An obvious limitation of the study was the inability to look at the interface of self-reported injury, family outcomes, and traumatic brain injury (TBI), the signature wound of conflicts in Iraq and Afghanistan. The study team collected TBI self-report data in the 2009 subsample with preliminary analysis showing 3 % of the service members in the subsample met the criteria for likely TBI. Because the sample size was not large enough to ensure adequate power for TBI analyses it was not included in our findings. Future studies should look at the effects of TBI on family outcomes within this population.

Another limitation was that a physical injury was assessed by the service members self-report of being injured or not, but we do not know the extent of these injuries. We do not know if injury was classified as non-combat related or if the participant is a Purple Heart recipient. We do not know if the injury required evacuation or the extent that the service member completed the mission for which they trained. We do not know whether the recovery took place on the forward operating base, at a military treatment facility that required the family to relocate, or if the recovery is ongoing. We also do not know whether the injury resulted in disability compensation or if the injury will delay the service member’s ability to return to civilian employment.

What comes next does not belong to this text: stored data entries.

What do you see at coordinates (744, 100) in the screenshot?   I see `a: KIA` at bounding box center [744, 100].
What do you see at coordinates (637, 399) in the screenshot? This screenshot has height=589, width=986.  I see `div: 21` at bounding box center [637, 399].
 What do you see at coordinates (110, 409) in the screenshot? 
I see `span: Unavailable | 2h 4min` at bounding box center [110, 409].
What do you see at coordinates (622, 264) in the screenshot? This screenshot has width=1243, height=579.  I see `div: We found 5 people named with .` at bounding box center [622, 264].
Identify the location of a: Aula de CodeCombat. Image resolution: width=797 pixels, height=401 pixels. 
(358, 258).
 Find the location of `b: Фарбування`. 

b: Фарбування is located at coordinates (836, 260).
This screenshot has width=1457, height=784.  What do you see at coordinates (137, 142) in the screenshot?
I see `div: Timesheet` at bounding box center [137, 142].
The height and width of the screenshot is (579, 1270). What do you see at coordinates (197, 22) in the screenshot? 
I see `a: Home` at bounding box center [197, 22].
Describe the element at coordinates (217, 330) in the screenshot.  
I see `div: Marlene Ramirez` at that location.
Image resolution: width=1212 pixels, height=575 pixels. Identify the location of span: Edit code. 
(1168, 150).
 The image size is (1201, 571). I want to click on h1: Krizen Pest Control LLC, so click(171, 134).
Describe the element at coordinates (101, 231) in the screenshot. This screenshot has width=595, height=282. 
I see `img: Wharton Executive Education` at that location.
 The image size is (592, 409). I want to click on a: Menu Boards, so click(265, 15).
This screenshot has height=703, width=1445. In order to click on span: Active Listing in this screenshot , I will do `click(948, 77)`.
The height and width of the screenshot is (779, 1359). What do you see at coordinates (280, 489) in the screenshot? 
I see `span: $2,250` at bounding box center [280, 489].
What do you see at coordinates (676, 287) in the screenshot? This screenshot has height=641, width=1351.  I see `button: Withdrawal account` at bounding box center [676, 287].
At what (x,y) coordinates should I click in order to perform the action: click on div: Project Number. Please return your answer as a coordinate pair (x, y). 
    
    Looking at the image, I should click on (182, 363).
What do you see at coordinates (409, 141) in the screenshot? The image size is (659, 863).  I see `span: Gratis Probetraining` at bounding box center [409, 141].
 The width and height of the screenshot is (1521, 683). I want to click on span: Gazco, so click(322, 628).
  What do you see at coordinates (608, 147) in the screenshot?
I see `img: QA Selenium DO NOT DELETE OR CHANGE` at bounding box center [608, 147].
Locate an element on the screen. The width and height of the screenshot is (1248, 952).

Finally, we do not know the amount of time that has passed since the injury. Despite the limitation of the study, it identifies some obvious gaps in the literature and the need to better understand the implication of service related injuries on psychological and family outcomes.

Implications

Based on background literature and clinical experiences, we would anticipate that the young amputee seeing his unit buddies for the first time since the improvised explosive device caused him to lose consciousness would be in a very different place at the reintegration event 45–90 day post deployment than his fifty year old counterpart who was evacuated for stress injuries. We would also anticipate that these two service members would vary in present and future familial processes related to their reintegration and long term adjustment. Even though the study is limited in that it contains a spectrum of deployment related injuries without specification, it begins to raise question and shed light onto the need to understand not only those with severe combat related injuries but also other types of deployment related injuries. On both ends of the spectrum, both the service member and their family/support systems will have to make sense of their experiences and grapple with how the deployment injury will or will not define their subsequent life experiences. The military and civilian supports should be sensitive to ecological factors that influence both psychological and family outcomes of the injured service members. The prevention and intervention strategies should build on positive coping strategies and familial processes that promote individual and family resilience.

Findings from this study suggest that injured service members may need individually oriented interventions as they adjust to life after deployment including interventions for depression, PTSD, and alcohol misuse. In addition, they may need both individual and family based interventions related to parenting and establishing a new parental role post deployment injury. Programs to support wounded warriors and their families often focus on the severely injured service members. However, as Cozza et al. (2010) suggests, identification and intervention with families of combat injured families experiencing distress and disruption is needed regardless of injury severity.